Here is the thing though, and I am gonna phrase this very carefully as I have stepped on some toes before and got downvoted.
Imagine a naive young scientist who has been "trained" to code in Matlab. He is not a computer scientist, of course, but he profits if his program goes fast, even before actual computer scientists get involved to make the thing proper. Indeed that may make the difference between the project getting off the ground or not going forward. Such cases have been known to exist.
Now, he comes across some code that can not be written in pre-optimized matrix routines, but nevertheless populates deterministic addresses in a container without any further side effects. It could wait for some IO, or perhaps it just does a thing that takes a while on the CPU core (like iterations of something with results getting saved somehwere).

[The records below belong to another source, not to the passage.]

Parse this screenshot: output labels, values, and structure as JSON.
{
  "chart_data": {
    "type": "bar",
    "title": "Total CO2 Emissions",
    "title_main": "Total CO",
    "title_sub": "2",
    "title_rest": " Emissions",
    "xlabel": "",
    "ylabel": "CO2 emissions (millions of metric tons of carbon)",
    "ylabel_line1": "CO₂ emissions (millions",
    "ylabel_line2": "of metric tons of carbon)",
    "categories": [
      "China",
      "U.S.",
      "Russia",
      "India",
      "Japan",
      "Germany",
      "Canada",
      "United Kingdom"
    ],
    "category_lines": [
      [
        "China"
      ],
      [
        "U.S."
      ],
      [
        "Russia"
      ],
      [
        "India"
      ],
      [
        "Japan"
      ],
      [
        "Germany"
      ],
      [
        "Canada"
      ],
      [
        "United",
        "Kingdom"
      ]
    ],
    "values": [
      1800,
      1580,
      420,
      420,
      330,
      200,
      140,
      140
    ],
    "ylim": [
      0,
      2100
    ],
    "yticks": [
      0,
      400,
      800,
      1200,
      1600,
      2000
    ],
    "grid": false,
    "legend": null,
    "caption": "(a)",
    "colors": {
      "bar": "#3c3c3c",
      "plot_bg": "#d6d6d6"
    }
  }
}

In any case, it's gotta go into a for loop and that's slow for most languages of that sort.
Given that he has a good number of cores, threads etc. available, he figures it'd be pretty cool if the thing run in parallel.

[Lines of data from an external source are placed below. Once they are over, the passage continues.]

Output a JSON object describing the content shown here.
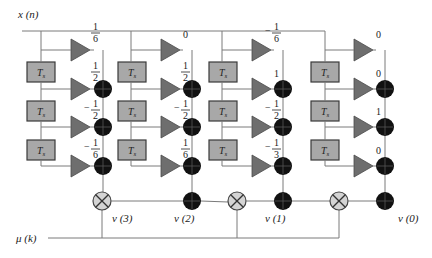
{
  "labels": {
    "input": "x (n)",
    "mu": "μ (k)",
    "ts": "T",
    "ts_sub": "s"
  },
  "outputs": [
    "v (3)",
    "v (2)",
    "v (1)",
    "v (0)"
  ],
  "columns": [
    {
      "name": "col-1",
      "top_coef": {
        "sign": "",
        "num": "1",
        "den": "6"
      },
      "coefs": [
        {
          "sign": "",
          "num": "1",
          "den": "2"
        },
        {
          "sign": "−",
          "num": "1",
          "den": "2"
        },
        {
          "sign": "−",
          "num": "1",
          "den": "6"
        }
      ]
    },
    {
      "name": "col-2",
      "top_coef": {
        "sign": "",
        "int": "0"
      },
      "coefs": [
        {
          "sign": "",
          "num": "1",
          "den": "2"
        },
        {
          "sign": "−",
          "num": "1",
          "den": "2"
        },
        {
          "sign": "",
          "num": "1",
          "den": "6"
        }
      ]
    },
    {
      "name": "col-3",
      "top_coef": {
        "sign": "−",
        "num": "1",
        "den": "6"
      },
      "coefs": [
        {
          "sign": "",
          "int": "1"
        },
        {
          "sign": "−",
          "num": "1",
          "den": "2"
        },
        {
          "sign": "−",
          "num": "1",
          "den": "3"
        }
      ]
    },
    {
      "name": "col-4",
      "top_coef": {
        "sign": "",
        "int": "0"
      },
      "coefs": [
        {
          "sign": "",
          "int": "0"
        },
        {
          "sign": "",
          "int": "1"
        },
        {
          "sign": "",
          "int": "0"
        }
      ]
    }
  ],
  "colors": {
    "wire": "#7a7a7a",
    "delay_box": "#a8a8a8",
    "gain_triangle": "#6e6e6e",
    "adder": "#111111",
    "multiplier": "#d4d4d4"
  }
}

So he changes the "for" statement into "parfor". Matlab then starts a CPU pool and runs the loop to completion in parallel on both threads and cores without further issues. The whole thing just runs x times faster.
My point here is this: The whole thing in Python is complicated. It is so, because other languages, like Matlab, make it laughably easy. The Pythonic way would have been to offer such an easy option. However, if you are not well-versed in serious coding, then concurrent anything in Python is hella complicated. If you disagree, you likely know more about multi-x than the average person typing things into a computer.
I do not doubt that such a simple approach has its limitations. But it seems to me that in practice - and in particular when I look at most of the examples presented - such a simple way would have been completely sufficient. I do readily accept that I may be completely wrong.
edit: And now I realize that your verb was "debug" and not "write". Sorry.
Absolutely the worst. Ten years ago I encountered a bug in a wireless networking stack that would crash the whole network of nodes. It was in the worst possible location that was highly dependent on timed sending where every nanosecond mattered. This meant i could only use leds to indicate what was going on, as a print or anything the like would screw the timers enough to break the network. Can’t actually remember what caused it in the end.
It took me 6 weeks to debug and fix. I did nothing but debugging at the most primitive level. Probably could have done it more efficiently, but I was young and inexperienced.
Worst and most boring 6 weeks of my life caused by concurrent debugging.
About 10 years ago there was a bug in driver to the Intel wireless card, it crashed when it received 802.11n packet. That bug I remeber well, because it was responsible for me stunning Ubuntu. They knew about that bug (it was reported when they were getting ready to release) and still went forward with the release. I'm wondering if that was related.
Coupling can be a bitch. Worked in a shop once that had GPFS (shared filesystem) everywhere. Their rule was "no swap space on any node ever". Weird. Why not? Because apparently slow thrashing on one node will crush GPFS performance on all nodes, without ejecting the failing node. Ugh.